Amazon being hit by climate chaos

Global warming suspected cause of floods, drought

Farmer Nelci de Fatima Goncalves pulls a cow across a cracked field caused by a drought May 9 in Passo Fundo, Rio Grande do Sul, Brazil. Southern Brazilian states far from the Amazon have suffered from an extended drought, caused by La Nina, a periodic cooling of waters in the Pacific Ocean, while across the Amazon basin, river dwellers are trying to stay above rising floodwaters that have killed 44 people and left 376,000 homeless.

? Across the Amazon basin, river dwellers are adding new floors to their stilt houses, trying to stay above rising floodwaters that have killed 44 people and left 376,000 homeless.

Flooding is common in the world’s largest remaining tropical wilderness, but this year the waters rose higher and stayed longer than they have in decades, leaving fruit trees entirely submerged. Only four years ago, the same communities suffered an unprecedented drought that ruined crops and left mounds of river fish flapping and rotting in the mud.

Experts suspect global warming may be driving wild climate swings that appear to be punishing the Amazon with increasing frequency.

It’s “the $1 million dollar question,” says Carlos Nobre, a climatologist with Brazil’s National Institute for Space Research.

While a definitive answer will take years of careful study, climatologists say the world should expect more extreme weather in the years ahead. Already, what happens in the Amazon could be affecting rainfall elsewhere, from Brazil’s agricultural heartland to the U.S. grainbelt, as rising ocean temperatures and rain forest destruction cause shifts in global climate patterns.

“It’s important to note that it’s likely that these types of record-breaking climate events will become more and more frequent in the near future,” Nobre said. “So we all have to brace for more extreme climate in the near future: It’s not for the next generation.”

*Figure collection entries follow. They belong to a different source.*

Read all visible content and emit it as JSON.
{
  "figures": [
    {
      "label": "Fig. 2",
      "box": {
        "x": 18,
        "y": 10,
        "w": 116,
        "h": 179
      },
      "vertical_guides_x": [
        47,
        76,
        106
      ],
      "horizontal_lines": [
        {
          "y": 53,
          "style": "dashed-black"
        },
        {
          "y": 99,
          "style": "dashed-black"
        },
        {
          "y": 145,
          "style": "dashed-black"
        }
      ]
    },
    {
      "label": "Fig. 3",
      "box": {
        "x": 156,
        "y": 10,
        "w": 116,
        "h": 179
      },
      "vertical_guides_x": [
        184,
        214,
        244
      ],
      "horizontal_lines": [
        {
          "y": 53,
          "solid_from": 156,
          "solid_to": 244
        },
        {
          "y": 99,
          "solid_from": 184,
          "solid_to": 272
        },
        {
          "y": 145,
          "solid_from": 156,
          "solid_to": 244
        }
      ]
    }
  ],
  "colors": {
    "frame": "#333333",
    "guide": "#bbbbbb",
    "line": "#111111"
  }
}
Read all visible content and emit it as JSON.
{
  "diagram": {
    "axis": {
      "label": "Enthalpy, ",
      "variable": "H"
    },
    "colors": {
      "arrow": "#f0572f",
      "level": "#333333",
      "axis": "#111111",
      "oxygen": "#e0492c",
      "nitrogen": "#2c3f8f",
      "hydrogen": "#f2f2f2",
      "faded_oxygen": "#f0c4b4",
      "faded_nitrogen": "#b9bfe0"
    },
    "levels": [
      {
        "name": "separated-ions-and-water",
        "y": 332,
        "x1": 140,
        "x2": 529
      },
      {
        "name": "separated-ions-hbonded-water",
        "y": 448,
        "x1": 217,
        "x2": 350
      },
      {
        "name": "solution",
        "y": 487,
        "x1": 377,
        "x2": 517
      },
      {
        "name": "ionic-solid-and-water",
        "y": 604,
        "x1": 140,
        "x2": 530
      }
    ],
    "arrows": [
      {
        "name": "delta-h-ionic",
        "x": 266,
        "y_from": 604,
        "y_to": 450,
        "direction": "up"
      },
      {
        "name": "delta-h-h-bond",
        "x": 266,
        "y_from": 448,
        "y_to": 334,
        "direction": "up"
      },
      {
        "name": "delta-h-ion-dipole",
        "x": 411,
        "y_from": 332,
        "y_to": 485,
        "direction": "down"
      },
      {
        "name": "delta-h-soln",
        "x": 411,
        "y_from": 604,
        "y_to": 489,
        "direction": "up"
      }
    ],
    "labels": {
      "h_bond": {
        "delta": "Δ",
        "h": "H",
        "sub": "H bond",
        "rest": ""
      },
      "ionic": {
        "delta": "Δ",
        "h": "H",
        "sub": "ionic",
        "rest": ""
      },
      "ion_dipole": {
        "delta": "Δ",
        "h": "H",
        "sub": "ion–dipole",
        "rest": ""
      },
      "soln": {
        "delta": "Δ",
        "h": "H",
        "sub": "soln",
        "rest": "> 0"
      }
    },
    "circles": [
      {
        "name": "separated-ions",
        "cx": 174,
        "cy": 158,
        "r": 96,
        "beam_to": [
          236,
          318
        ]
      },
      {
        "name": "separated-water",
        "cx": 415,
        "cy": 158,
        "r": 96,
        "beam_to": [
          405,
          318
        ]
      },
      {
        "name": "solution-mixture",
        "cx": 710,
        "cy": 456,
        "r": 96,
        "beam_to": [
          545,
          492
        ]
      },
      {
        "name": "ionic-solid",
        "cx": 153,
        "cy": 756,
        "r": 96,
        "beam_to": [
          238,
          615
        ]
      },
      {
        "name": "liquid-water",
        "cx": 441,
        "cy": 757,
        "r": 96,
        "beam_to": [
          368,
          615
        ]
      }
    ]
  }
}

The immediate cause of the unusually heavy rains across northern Brazil is an Atlantic Ocean weather system that usually moves on in March, but stayed put until May this year.

Almost simultaneously, southern Brazilian states far from the Amazon have suffered from an extended drought, caused by La Nina — a periodic cooling of waters in the Pacific Ocean. And La Nina alternates with El Nino, a heating up of Pacific waters that is blamed for catastrophic forest fires plaguing the Amazon in recent years.

“Something is telling us to us to be more careful with the planet. Changes are happening around the world, and we’re seeing them as well in Brazil,” President Luiz Inacio Lula da Silva said this month on his radio program.

Brazil’s government approved $440 million in emergency funding in response to the northern floods and southern drought.

The drought is pushing up international commodity prices for soy, used worldwide as animal feed and as a key additive in cereal, pasta and other processed foods. And the floods forced the planet’s largest iron ore producer to shut down a key export railway for a week, slowing overseas shipments of the raw ingredient for steel.

“I think we should be preparing for this to become more the norm, and there’s a need to look at what the future Amazon will look like,” said Daniel Nepstad, a tropical forest ecologist and chief program officer for the Gordon and Betty Moore Foundation’s environmental conservation program.

It is already grim for the poorest Amazon residents, the “ribeirinhos” (riverbank dwellers in Portuguese), many of whose families were drawn to the spongy land by the 19th-century world rubber boom and have eked out a living since then.

The ribeirinhos are used to the rivers’ rise and fall, and time their harvests to coincide with the end of the wet season, but this year the rains just didn’t let up as they usually do in April. Their bananas, beans, corn, manioc and watermelons lie ruined under the muddy water.

“Most people lost their crops and their cows, and the only thing they have left is their children and their homes,” said Dorothea de Araujo, the Amazon operations manager for the international aid group World Vision, after touring an area where thousands were affected. “They want to rebuild, but they are scared of what will happen in the future.”

The government is giving lumber seized from illegal Amazon loggers to the ribeirinhos so they can build their shacks higher.